Baby Dee
Baby Dee
Former street performer, organist, performance artist, circus performer, harpist, accordion player, tree surgeon and tricyclist performing solo.
Arika have been creating events since 2001. The Archive is space to share the documentation of our work, over 600 events from the past 20 years. Browse the archive by event, artists and collections, explore using theme pairs, or use the index for a comprehensive overview.
Former street performer, organist, performance artist, circus performer, harpist, accordion player, tree surgeon and tricyclist performing solo.
Bleu Shut reveals, and allows us to enjoy, our gullibility within the pervasive absurdity of modern life.
Ian and Gil will host a discussion on the Argument project’s social and political commentaries, and with you try and maybe think through whether and how they might still have some currency today: what’s changed and what’s stayed the same?
A fully transcribed, described, and open-captioned film screening that’s nothing short of their actual open heart.
Solo performance by Diamanda Galás one of the great artists of the last forty years. Hers is an emotional expressionism of demonic shrieks, operatic falsettos, glottal clicks and diabolical growls.
The 2006 INSTAL festival saw a broad selection of artists that included Blood Stereo and Ludo Mich, Ellen Fullman and Sean Meehan, Keiji Haino and Tony Conrad and a specially created performance by Maryanne Amacher.
Profound mathematical ideas for romantics, to help us linger in the difference we share.
How black radical practices of abolition imagine a way out of the caging and mass killing of life.

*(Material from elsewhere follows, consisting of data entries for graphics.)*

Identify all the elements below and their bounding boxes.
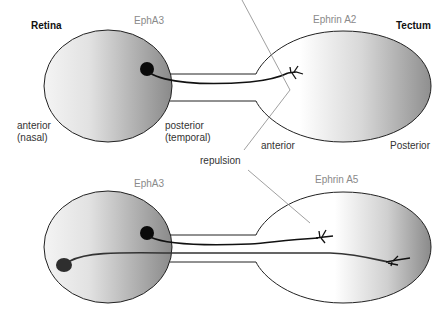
bottom-panel: [44, 191, 431, 303]
ligand-label-top: Ephrin A2: [313, 14, 357, 25]
retina-bottom: [44, 191, 172, 303]
tectum-top: [256, 31, 431, 142]
retina-posterior-sub: (temporal): [165, 132, 211, 143]
receptor-label-top: EphA3: [134, 15, 164, 26]
neuron-nasal-bottom: [56, 258, 72, 272]
repulsion-label: repulsion: [200, 155, 241, 166]
tectum-bottom: [256, 192, 431, 303]
tectum-title: Tectum: [396, 20, 431, 31]
retina-posterior-label: posterior: [165, 120, 205, 131]
retina-anterior-label: anterior: [17, 120, 52, 131]
retinotectal-diagram: Retina Tectum EphA3 Ephrin A2 anterior (…: [0, 0, 448, 319]
tectum-anterior-label: anterior: [261, 140, 296, 151]
retina-top: [44, 30, 172, 142]
ligand-label-bottom: Ephrin A5: [315, 174, 359, 185]
receptor-label-bottom: EphA3: [134, 178, 164, 189]
top-panel: [44, 30, 431, 142]
retina-title: Retina: [31, 20, 62, 31]
tectum-posterior-label: Posterior: [390, 140, 431, 151]
retina-anterior-sub: (nasal): [17, 132, 48, 143]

A slowed down single tracking shot along a corridor as workers at the Bath Iron Works, (Maine, USA) take their lunch break.
Screening of films by Duvet Brothers, David Critchley, David Hall, John Latham, Judith Goddard, Mike Leggett, Tony Sinden
How do people both inside and outside of prison work together to dismantle the criminal justice system and build a society based on collective care?
Hijokaidan rapidly built a following due to the overwhelmingly physical intensity of their live performances, often involving destructive onstage rituals of vomit, urine, mangled guitars and ear shredding volume.